O you storied land of America: a nation awash in anecdotes, in monologues echoing from every street corner, in oral histories rising from every porch in the land. Statistics bear this out. America has more New York cabbies, Georgia filling-station proprietors and Oklahoma truck-stop waitresses than all of Western Europe. If current trends continue, by the next century every single person in America will be over 65, the prime years for reminiscence. To Will Ackerman, who made a tidy fortune peddling the glib chimes and bells of New Age music as founder of the Windham Hill label, all this undocumented anecdotage was a precious resource going to waste. Armed with a tape machine and a stack of contracts, he set out to record America's rich heritage of ... well, stuff that happened to people.
Thus began Ackerman's new label, Gang of Seven, a name he chose mostly because it sounded nothing like the genteel pingings and pluckings of Windham Hill. With seven titles out since last May, Ackerman is already predicting that Gang of Seven will someday be bigger than Windham Hill, which he sold to BMG Music early this year. First, though, storytelling will have to break into the retailing mainstream from its present position "somewhere behind the polka albums." It is easier to say what Gang of Seven isn't than what it is. It isn't the stylized folk tales of storytelling festivals. It isn't books on tape; when one Gang of Seven narrator, Time Inc. editor Richard Stolley, showed up for a taping with written reminiscences of covering civil-rights marches in the South, Ackerman turned the pages upside down and forced him to speak from memory. It isn't stand-up comedy. The difference, says Rick Reynolds, whose mordant tales from childhood were released as "Only the Truth Is Funny," is that a comic has to evoke continuous laughter, leaving no time to sound any other notes, such as satiric, thoughtful or sad. Storytelling is the world's most efficient use of humor: Reynolds can extract a 30-minute cassette side out of a joke that would be gone in 10 seconds on "The Tonight Show."
Of course, this is not entirely a new discovery. Jean Shepherd was mining his childhood for reminiscences on late-night radio a generation ago. Back in 1970 a Mississippi fertilizer salesman named Jerry Clower recorded the first of his stories of coons, possums and the people who love them-run over lightly, skinned and boiled. His 23 albums, with 8.5 million copies sold, have enlivened many long-distance truck rides with stories like that of the hog with a wooden leg; he saved the owner's baby from a burning building, and, the farmer explained, "you don't eat a hog that wonderful but one ham at a time." But the vogue for anecdotage owes much to the towering figure of Garrison Keillor, who has inspired numerous successors with the power of storytelling-the primal medium, the first entertainment most people ever knew. The disembodied voice of the storyteller on radio or tape goes "directly into the heart, into the spirit of the listener," says Joe Frank, whose dark, brooding, postmodern-Gothic tales have driven countless National Public Radio listeners into the night to rent "It's a Wonderful Life." "It's almost like in the Old Testament when God spoke to people. You never saw God."
Of course, God also had pretty good material. Gang of Seven's initial offerings are of less uniform quality. Alaska humorist Tom Bodett says he is hoping to go beyond his reputation as the pitchman for a motel chain, but his account of an incontinent house cat ("We kept changin' food to see if it would help. Just seemed to make him sicker. It was always comin' out of one end or the other . . .") can only make his fans wish he'd stick to mattresses. On the other hand, Lynda Barry, the cartoonist and playwright, offers a charming portrait of a geeky adolescent boy she secretly liked. Stolley's segment shows both the strengths and shortcomings of the medium. There is undeniable power in his tale of covering the integration of a Southern high school by a single brave girl, who came home the first day with "so much spit on [her] dress she could have wrung it out." But the story ends lamely with the girl leaving school ". . and I've never heard of her since." If this were a magazine article, Stolley would damn well send a reporter out to find the woman.
Also, this rather bleak little tale may cause the thoughtful consumer to ask: is this what I want to listen to on the StairMaster? Then how about Gang of Seven's upcoming releases, which may include couples talking about how they met, recollections of people over 100 and-a touch any journalist can appreciate-tales from the front of the cab? That's the great thing about America. Everyone's got a story.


- ACTIVITY -
Look for the word "bill" in the entries below, then copy every line that has it.

[Items from a figure collection]
□ □ □ □ □ □ □

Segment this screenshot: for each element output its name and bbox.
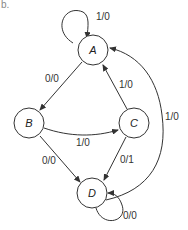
edge-label-a-a: 1/0 [96,11,110,22]
edge-label-b-d: 0/0 [42,155,56,166]
edge-label-c-a: 1/0 [119,79,133,90]
state-b: B [14,108,44,138]
edge-label-d-a: 1/0 [165,111,179,122]
state-c-label: C [130,117,138,129]
state-b-label: B [25,117,32,129]
edge-label-d-d: 0/0 [123,210,137,221]
edge-label-b-c: 1/0 [76,137,90,148]
figure-label: b. [1,0,9,10]
state-a: A [78,35,108,65]
edge-label-a-b: 0/0 [45,73,59,84]
state-c: C [119,108,149,138]
state-a-label: A [88,44,96,56]
edge-a-b [40,62,82,110]
state-d: D [77,178,107,208]
state-d-label: D [88,187,96,199]
edge-label-c-d: 0/1 [120,154,134,165]
edge-b-c [44,128,118,135]
state-diagram: b. 1/0 0/0 1/0 1/0 1/0 0/0 0/1 0/0 A B C… [0,0,188,230]
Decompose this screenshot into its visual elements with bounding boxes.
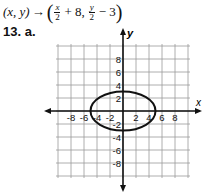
- y-tick-label: 8: [116, 54, 121, 65]
- y-axis-arrow-down-icon: [120, 185, 126, 192]
- y-tick-label: -6: [113, 145, 121, 156]
- x-tick-label: -8: [67, 112, 75, 123]
- coordinate-plane: xy-8-6-4-224688642-2-4-6-8: [0, 0, 213, 194]
- x-tick-label: 6: [159, 112, 164, 123]
- y-tick-label: -8: [113, 158, 121, 169]
- x-tick-label: 8: [172, 112, 177, 123]
- x-axis-arrow-left-icon: [44, 108, 51, 114]
- y-axis-label: y: [126, 27, 134, 39]
- y-tick-label: 2: [116, 93, 121, 104]
- x-axis-label: x: [195, 97, 202, 108]
- x-axis-arrow-right-icon: [195, 108, 202, 114]
- y-tick-label: 4: [116, 80, 121, 91]
- x-tick-label: -6: [80, 112, 88, 123]
- x-tick-label: 2: [133, 112, 138, 123]
- y-tick-label: -2: [113, 119, 121, 130]
- y-tick-label: -4: [113, 132, 121, 143]
- y-axis-arrow-up-icon: [120, 28, 126, 35]
- y-tick-label: 6: [116, 67, 121, 78]
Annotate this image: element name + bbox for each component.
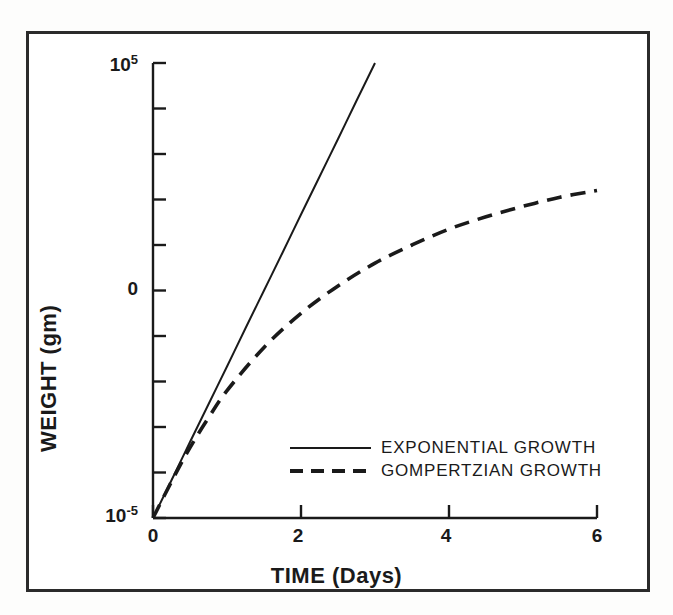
x-axis-ticks [153,505,597,518]
legend-line-samples [290,448,371,471]
y-tick-mantissa-bot: 10 [105,505,126,526]
y-axis-title: WEIGHT (gm) [36,305,62,452]
x-tick-label-4: 4 [426,525,466,547]
series-line-exponential [153,63,375,518]
x-tick-label-6: 6 [577,525,617,547]
y-tick-label-zero: 0 [88,278,138,300]
figure-canvas: 105 0 10-5 0 2 4 6 TIME (Days) WEIGHT (g… [0,0,673,615]
y-axis-ticks [153,63,166,518]
x-tick-label-0: 0 [133,525,173,547]
legend-label-exponential: EXPONENTIAL GROWTH [381,438,596,458]
legend-label-gompertzian: GOMPERTZIAN GROWTH [381,461,602,481]
x-axis-title: TIME (Days) [0,563,673,589]
y-tick-label-1e5: 105 [58,52,138,76]
y-tick-exponent-top: 5 [131,52,138,67]
y-tick-mantissa-mid: 0 [127,278,138,299]
y-tick-mantissa-top: 10 [110,54,131,75]
x-tick-label-2: 2 [278,525,318,547]
y-tick-exponent-bot: -5 [126,503,138,518]
y-tick-label-1e-5: 10-5 [50,503,138,527]
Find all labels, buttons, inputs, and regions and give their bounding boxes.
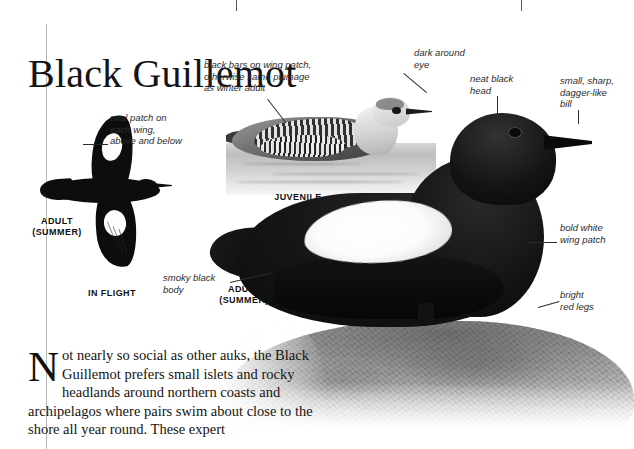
annotation-dark-around-eye: dark around eye — [414, 47, 465, 70]
annotation-bright-red-legs: bright red legs — [560, 289, 594, 312]
table-cell-1 — [46, 0, 236, 11]
adult-flank — [274, 257, 504, 319]
caption-in-flight: IN FLIGHT — [70, 288, 154, 299]
adult-summer-bird-illustration — [214, 107, 590, 347]
body-paragraph: Not nearly so social as other auks, the … — [28, 346, 328, 439]
leader-line-bill — [578, 110, 579, 124]
cut-off-table-strip — [0, 0, 634, 11]
leader-line-head — [497, 96, 498, 118]
tail-shape — [39, 178, 74, 201]
table-cell-2 — [236, 0, 521, 11]
leader-line-wing-patch — [527, 242, 557, 243]
table-cell-3 — [521, 0, 634, 11]
adult-leg — [418, 303, 434, 325]
drop-cap: N — [28, 346, 61, 384]
caption-adult-summer: ADULT (SUMMER) — [196, 284, 292, 306]
body-paragraph-text: ot nearly so social as other auks, the B… — [28, 347, 313, 437]
annotation-black-bars: black bars on wing patch, otherwise same… — [204, 59, 311, 94]
adult-bill — [544, 135, 592, 150]
annotation-oval-patch: oval patch on each wing, above and below — [110, 112, 182, 147]
annotation-bold-white-wing-patch: bold white wing patch — [560, 222, 605, 245]
field-guide-page: Black Guillemot oval patch on each wing,… — [0, 11, 634, 449]
annotation-dagger-bill: small, sharp, dagger-like bill — [560, 75, 614, 110]
bill-shape — [152, 183, 172, 188]
adult-eye — [508, 127, 522, 138]
annotation-neat-black-head: neat black head — [470, 73, 513, 96]
adult-head — [450, 113, 556, 205]
table-row — [46, 0, 634, 11]
leader-line-oval-patch — [83, 144, 108, 145]
caption-in-flight-stage: ADULT (SUMMER) — [22, 216, 92, 238]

□ □ □ □ □ □ □

- TASK RESULT -
leader-line-bill — [578, 110, 579, 124]
adult-bill — [544, 135, 592, 150]
annotation-dagger-bill: small, sharp, dagger-like bill — [560, 75, 614, 110]
bill-shape — [152, 183, 172, 188]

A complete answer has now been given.